I’m not at all as macho as using the word weak might make me sound. But the fact is that an easy life is an unsatisfying one, and weakness becomes ever more the central feature of our self-image the more dependent we become on our technologies. Feeling incapable makes us turn outwards and lean on substances and services we don’t actually need, and therefore (more importantly) in economic and emotional thrall to the people who provide them for us. I’m not saying you should re-shingle your roof yourself or build your own washing machine, but it’s pretty pathetic that most people need to call an electrician to change a light fixture or call a plumber to fix a leaky faucet.
Most of the problems in the world at the moment are the result of people feeling dis-empowered to tell fuckheads like Elon and Bezos and Zuckerberg to go fuck themselves. Each of them (and many more like them, AKA. most politicians) has isolated a particular weak spot within us and exploited it ruthlessly. Elon: our addiction to cars and our desire to be seen as on the bleeding edge of technology. Bezos: Convenience and poverty. Zuckerberg: loneliness and the craving for human connection.
The car is not the cause of this, and more than ElBeZuck is, but they are excellent examples of the general problem. We don’t need facebook to have friends, and yet for most people FB seems obligatory to “real” friendship. We don’t need to have 9-volt batteries delivered to our doorstep by Amazon, any more than we need an electric car to spare us the 20 minute walk to the grocery store.
There are things we cannot make ourselves and these include literally everything we depend on individually and collectively. Even forging a crude iron cooking pot requires highly specialised knowledge and expertise in metallurgy that none of us has, and which it would be ridiculous to expect all of us to develop. Ditto x1,000,000 for an old Nokia brick phone, let alone the latest touch-screen miracle produced in the highly mechanised factories of China.
The conclusion I am trying to push towards here is that satisfaction comes from fruitful effort. Cycling/walking/rollerblading across town to a friend’s place is magnitudes more satisfying than driving, and orders of magnitude more than taking public transit. Most people avoid the effort of moving themselves across any great distance, not because they actually can’t do it (illness and injury very much aside), but because they have convinced themselves that they are “lazy,” or because they “can’t be bothered.”

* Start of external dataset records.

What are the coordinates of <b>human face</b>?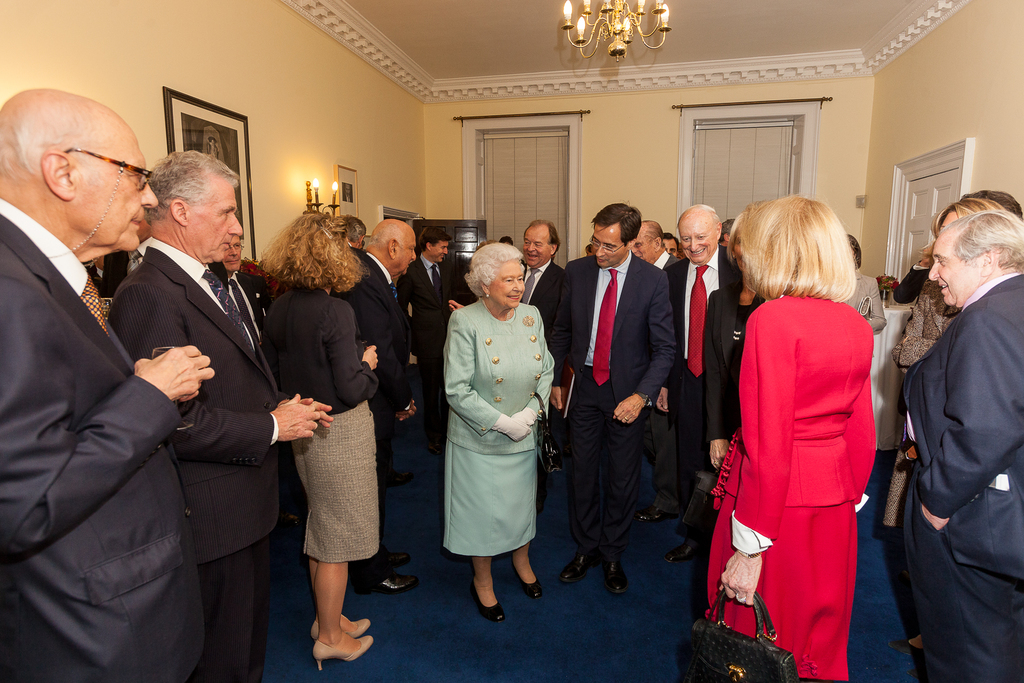
[492, 252, 525, 308].
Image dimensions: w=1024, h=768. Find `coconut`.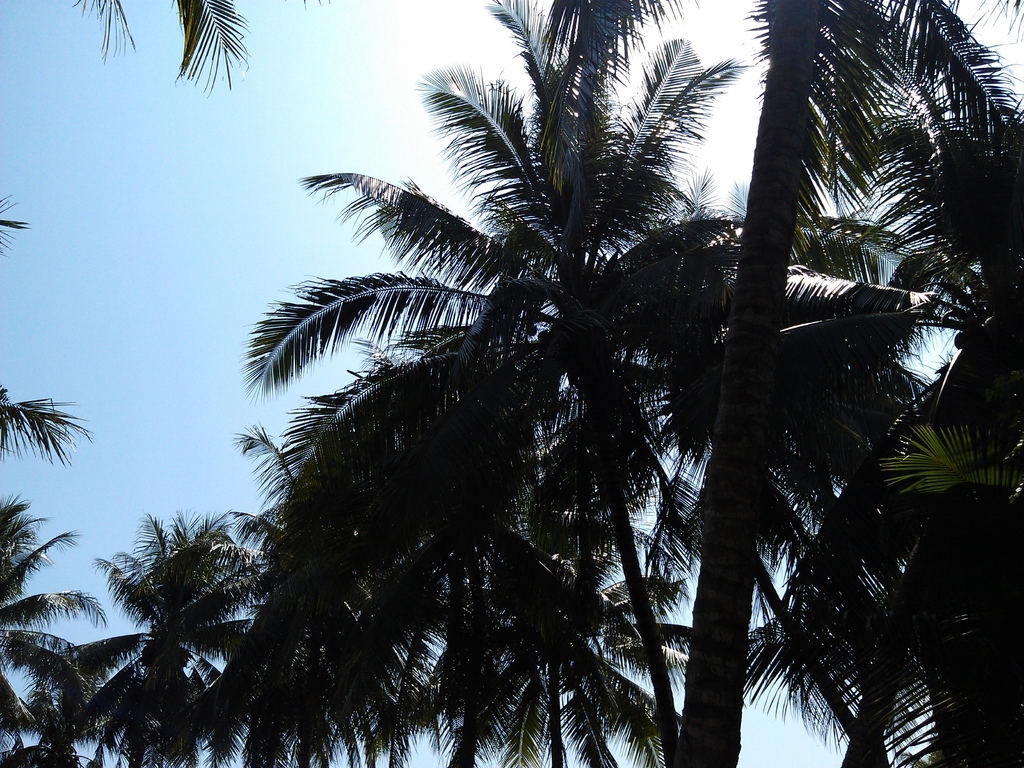
523,324,540,336.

I don’t mean to sound uncharitable, but these are excuses and lies. Period. While rest and relaxation are necessary, human beings are doers of things and being or feeling prohibited from doing stuff makes us depressed, and anxious, and we feel weak, small, and powerless. Too much rest destroys body and mind exactly as too much work does. So if you’re feeling dead inside, maybe it’s because your “labour saving devices” are killing you.